Living Loving Maid (She's Just A Woman)

"Living Loving Maid (She's Just a Woman)" is a song by the English rock band Led Zeppelin from their album Led Zeppelin II, released in 1969. It was also released as the b-side of the single "Whole Lotta Love". The song is about a groupie who annoyed the band early in their career. In the original UK pressings of Led Zeppelin II it was titled "Livin' Lovin' Wreck (She's a Woman)", with the "Wreck" replaced by "Maid" and the subtitle changed on the US and later releases.

It is often noted that this is guitarist Jimmy Page's least favourite Led Zeppelin song, and was thus never performed in concert. Even though the song was never performed, there was a single show in Düsseldorf during which a short segment of the song was played right after the band's song "Heartbreaker" on 12 March 1970. It was also one of the few Led Zeppelin songs on which Page sang backing vocals. Conversely, singer Robert Plant took a liking to the song, and played it on his 1990 solo tour.

For the recording of this track, Page played on a Vox 12-string guitar.

When heard on the radio it was typically played immediately after their song "Heartbreaker", as it flows seamlessly from the abrupt ending of that song on the original album. Yet the band never played these songs together on stage at Led Zeppelin concerts (something they consistently did, for example from late 1972 to 1975 with "The Song Remains the Same" and "The Rain Song" — the first two tracks from their 1973 album Houses of the Holy). Robert Plant brought the song into his Manic Nirvana US solo tour set in 1990.

Read more about Living Loving Maid (She's Just A Woman):  Formats and Tracklistings, Personnel, Sources

Famous quotes containing the words living, loving and/or maid:

    America is the world’s living myth. There’s no sense of wrong when you kill an American or blame America for some local disaster. This is our function, to be character types, to embody recurring themes that people can use to comfort themselves, justify themselves and so on. We’re here to accommodate. Whatever people need, we provide. A myth is a useful thing.
    Don Delillo (b. 1926)

    Thanksgiving Day—A day devoted by persons with inflammatory rheumatism to thanking a loving Father that it is not hydrophobia.
    —H.L. (Henry Lewis)

    Being an old maid is like death by drowning, a really delightful sensation after you cease to struggle.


Return each line of the data below exactly, omitting any pictures.
──────── TASK MATERIAL ────────
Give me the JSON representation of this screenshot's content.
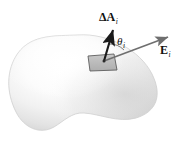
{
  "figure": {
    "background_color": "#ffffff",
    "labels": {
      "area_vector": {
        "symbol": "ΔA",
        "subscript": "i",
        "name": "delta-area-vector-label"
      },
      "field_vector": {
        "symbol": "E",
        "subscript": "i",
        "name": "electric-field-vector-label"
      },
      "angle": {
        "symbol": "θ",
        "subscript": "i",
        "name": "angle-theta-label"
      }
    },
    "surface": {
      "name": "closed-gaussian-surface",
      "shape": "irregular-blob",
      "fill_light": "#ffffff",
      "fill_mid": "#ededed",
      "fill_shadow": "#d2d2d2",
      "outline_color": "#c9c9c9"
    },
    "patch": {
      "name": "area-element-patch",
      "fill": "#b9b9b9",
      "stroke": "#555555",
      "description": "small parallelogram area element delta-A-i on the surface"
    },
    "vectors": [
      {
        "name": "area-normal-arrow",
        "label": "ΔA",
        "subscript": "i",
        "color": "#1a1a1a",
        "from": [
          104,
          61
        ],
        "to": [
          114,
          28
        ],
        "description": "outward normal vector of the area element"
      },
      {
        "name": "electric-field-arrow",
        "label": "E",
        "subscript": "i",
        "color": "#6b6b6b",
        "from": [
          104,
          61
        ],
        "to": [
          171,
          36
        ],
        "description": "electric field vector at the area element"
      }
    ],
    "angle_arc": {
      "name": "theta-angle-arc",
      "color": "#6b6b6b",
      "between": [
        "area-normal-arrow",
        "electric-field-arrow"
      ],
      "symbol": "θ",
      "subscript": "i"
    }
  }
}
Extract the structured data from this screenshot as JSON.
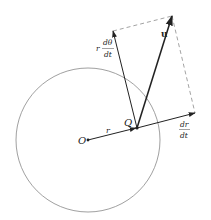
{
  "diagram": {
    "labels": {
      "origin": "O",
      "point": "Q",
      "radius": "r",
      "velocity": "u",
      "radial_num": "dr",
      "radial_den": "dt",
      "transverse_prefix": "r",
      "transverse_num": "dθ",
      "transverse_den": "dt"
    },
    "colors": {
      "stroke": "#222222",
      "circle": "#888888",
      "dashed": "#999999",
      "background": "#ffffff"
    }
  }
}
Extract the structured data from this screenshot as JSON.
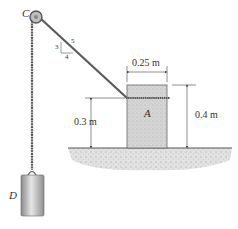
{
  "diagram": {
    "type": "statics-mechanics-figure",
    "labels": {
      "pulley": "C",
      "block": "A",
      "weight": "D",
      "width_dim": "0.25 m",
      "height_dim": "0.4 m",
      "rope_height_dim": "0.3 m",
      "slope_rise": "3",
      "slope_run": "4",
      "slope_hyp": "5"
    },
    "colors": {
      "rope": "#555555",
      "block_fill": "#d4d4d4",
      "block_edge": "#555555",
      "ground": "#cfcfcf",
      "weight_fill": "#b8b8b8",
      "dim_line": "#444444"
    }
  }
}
────────
(EXERCISE SOLUTION):
Give me the JSON representation of this screenshot's content.
{
  "figure": {
    "background_color": "#ffffff",
    "labels": {
      "area_vector": {
        "symbol": "ΔA",
        "subscript": "i",
        "name": "delta-area-vector-label"
      },
      "field_vector": {
        "symbol": "E",
        "subscript": "i",
        "name": "electric-field-vector-label"
      },
      "angle": {
        "symbol": "θ",
        "subscript": "i",
        "name": "angle-theta-label"
      }
    },
    "surface": {
      "name": "closed-gaussian-surface",
      "shape": "irregular-blob",
      "fill_light": "#ffffff",
      "fill_mid": "#ededed",
      "fill_shadow": "#d2d2d2",
      "outline_color": "#c9c9c9"
    },
    "patch": {
      "name": "area-element-patch",
      "fill": "#b9b9b9",
      "stroke": "#555555",
      "description": "small parallelogram area element delta-A-i on the surface"
    },
    "vectors": [
      {
        "name": "area-normal-arrow",
        "label": "ΔA",
        "subscript": "i",
        "color": "#1a1a1a",
        "from": [
          104,
          61
        ],
        "to": [
          114,
          28
        ],
        "description": "outward normal vector of the area element"
      },
      {
        "name": "electric-field-arrow",
        "label": "E",
        "subscript": "i",
        "color": "#6b6b6b",
        "from": [
          104,
          61
        ],
        "to": [
          171,
          36
        ],
        "description": "electric field vector at the area element"
      }
    ],
    "angle_arc": {
      "name": "theta-angle-arc",
      "color": "#6b6b6b",
      "between": [
        "area-normal-arrow",
        "electric-field-arrow"
      ],
      "symbol": "θ",
      "subscript": "i"
    }
  }
}
Extract the structured data from this screenshot as JSON.
{
  "diagram": {
    "labels": {
      "origin": "O",
      "point": "Q",
      "radius": "r",
      "velocity": "u",
      "radial_num": "dr",
      "radial_den": "dt",
      "transverse_prefix": "r",
      "transverse_num": "dθ",
      "transverse_den": "dt"
    },
    "colors": {
      "stroke": "#222222",
      "circle": "#888888",
      "dashed": "#999999",
      "background": "#ffffff"
    }
  }
}
Extract the structured data from this screenshot as JSON.
{
  "diagram": {
    "type": "statics-mechanics-figure",
    "labels": {
      "pulley": "C",
      "block": "A",
      "weight": "D",
      "width_dim": "0.25 m",
      "height_dim": "0.4 m",
      "rope_height_dim": "0.3 m",
      "slope_rise": "3",
      "slope_run": "4",
      "slope_hyp": "5"
    },
    "colors": {
      "rope": "#555555",
      "block_fill": "#d4d4d4",
      "block_edge": "#555555",
      "ground": "#cfcfcf",
      "weight_fill": "#b8b8b8",
      "dim_line": "#444444"
    }
  }
}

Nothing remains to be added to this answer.